The numbers seem hard to comprehend when just written down.
Every year in August I pack up our car and head off for the South of France for a well deserved holiday in the sun, lazing on the beach. We catch the ferry from Dover to Calais and zoom off down the motorway till we get to St. Tropez. In the north of France you pass fields and villages with small graveyards in from World War 1. The year before last we thought we should stop and visit one, so we went to a place called Vimy.
You enter the site through a wood, still cordoned off because of unstable munitions from that war. You park up and can look round the trenches that are still there, grassed over and dry, the day we went the sun was shining. You marvel at the immense size of the craters left by the shells then you wander off on the paths to where the cemetaries are. There isn't one big one rather a few, each surrounded by small stone walls with wrought iron gates. The grass is immaculate, there are no weeds to be seen, beautiful roses are everywhere. And you look at the rows and rows and rows of white headstones, in their pristine lines. There are some people walking up and down, you meet their eyes but say nothing, there is nothing to say. It's peaceful, quiet and we walked silently along the paths looking at the gravestones, they give the name, regiment and age. They were all so young,some even 16. At this time in the war all these young men would have been volunteers, rushing off to the recruiting office wanting to do their bit for King and Country, trusting the powers that be that this was a just war, wanting to do the right thing. So many dead.

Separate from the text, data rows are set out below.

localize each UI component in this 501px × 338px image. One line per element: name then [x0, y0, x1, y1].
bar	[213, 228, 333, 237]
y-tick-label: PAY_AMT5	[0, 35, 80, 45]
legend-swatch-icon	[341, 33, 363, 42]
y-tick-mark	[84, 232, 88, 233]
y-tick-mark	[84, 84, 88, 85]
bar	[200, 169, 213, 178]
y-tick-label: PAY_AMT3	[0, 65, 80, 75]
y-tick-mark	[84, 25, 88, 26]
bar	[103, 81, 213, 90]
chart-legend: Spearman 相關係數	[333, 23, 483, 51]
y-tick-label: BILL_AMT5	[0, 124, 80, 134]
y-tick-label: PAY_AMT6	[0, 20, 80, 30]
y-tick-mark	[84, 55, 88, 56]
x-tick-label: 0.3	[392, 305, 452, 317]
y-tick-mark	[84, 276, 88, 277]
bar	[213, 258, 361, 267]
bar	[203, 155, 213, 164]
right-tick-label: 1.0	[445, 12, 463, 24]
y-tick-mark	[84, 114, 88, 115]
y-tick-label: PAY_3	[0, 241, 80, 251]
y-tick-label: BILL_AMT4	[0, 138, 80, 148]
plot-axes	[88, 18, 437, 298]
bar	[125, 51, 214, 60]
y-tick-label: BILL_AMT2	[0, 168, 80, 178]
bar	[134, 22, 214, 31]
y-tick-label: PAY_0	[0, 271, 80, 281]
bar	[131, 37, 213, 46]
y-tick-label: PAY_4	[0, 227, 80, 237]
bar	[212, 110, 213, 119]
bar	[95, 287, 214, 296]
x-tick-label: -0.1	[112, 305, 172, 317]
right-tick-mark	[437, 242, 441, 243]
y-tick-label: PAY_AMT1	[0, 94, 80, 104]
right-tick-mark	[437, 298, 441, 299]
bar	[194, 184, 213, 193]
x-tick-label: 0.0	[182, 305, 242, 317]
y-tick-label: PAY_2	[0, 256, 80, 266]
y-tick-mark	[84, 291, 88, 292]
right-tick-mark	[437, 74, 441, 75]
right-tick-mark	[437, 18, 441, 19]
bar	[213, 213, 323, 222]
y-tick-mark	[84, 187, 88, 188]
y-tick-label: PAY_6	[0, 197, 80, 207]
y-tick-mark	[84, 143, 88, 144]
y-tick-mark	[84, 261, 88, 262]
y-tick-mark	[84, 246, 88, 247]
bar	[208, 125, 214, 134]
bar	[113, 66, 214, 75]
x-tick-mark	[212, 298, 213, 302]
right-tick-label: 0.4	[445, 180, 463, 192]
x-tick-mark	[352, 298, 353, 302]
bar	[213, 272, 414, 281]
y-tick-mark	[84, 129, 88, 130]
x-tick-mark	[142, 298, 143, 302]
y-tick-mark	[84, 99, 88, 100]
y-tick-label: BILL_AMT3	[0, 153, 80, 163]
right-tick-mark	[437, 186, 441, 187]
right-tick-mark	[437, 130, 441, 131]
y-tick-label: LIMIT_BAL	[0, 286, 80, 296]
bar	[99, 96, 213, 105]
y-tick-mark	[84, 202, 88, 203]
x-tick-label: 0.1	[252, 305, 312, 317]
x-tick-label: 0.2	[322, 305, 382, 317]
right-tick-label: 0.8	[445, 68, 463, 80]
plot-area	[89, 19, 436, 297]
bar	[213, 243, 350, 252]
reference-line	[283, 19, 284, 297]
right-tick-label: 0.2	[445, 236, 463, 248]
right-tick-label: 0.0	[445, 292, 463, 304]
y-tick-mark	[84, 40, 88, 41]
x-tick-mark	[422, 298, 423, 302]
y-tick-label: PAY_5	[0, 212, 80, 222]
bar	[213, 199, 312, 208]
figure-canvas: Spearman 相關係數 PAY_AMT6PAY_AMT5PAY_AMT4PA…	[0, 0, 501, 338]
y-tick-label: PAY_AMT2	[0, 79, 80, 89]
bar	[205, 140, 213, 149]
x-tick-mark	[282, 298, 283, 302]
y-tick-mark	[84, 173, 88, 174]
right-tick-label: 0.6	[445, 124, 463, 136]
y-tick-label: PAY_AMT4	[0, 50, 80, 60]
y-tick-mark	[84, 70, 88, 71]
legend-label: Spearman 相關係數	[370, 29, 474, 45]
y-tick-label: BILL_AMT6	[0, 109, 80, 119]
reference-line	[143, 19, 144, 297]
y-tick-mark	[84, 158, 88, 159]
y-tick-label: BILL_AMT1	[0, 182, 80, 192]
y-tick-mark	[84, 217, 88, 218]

Leaving the cemetaries, we didn't visit them all it would have taken hours maybe days, we went onto the memorial. You have to walk up a long road to get to the Vimy Ridge Memorial, it's huge, imposing and stunning. It was built with money raised by public subscription in Canada. Walking around it you can read all the names of the fallen, thousands of them. it is humbling.
Of course it's right that we are prepared to fight and die for our freedom and rights but it has to be a just war. we have to be able to trust that our leaders aren't sacrificing our troops for political points.
When I read the title of this thread, '2000 dead' I was immediately taken back to Vimy, all those graves, all those young lives lost. We really haven't learnt anything have we?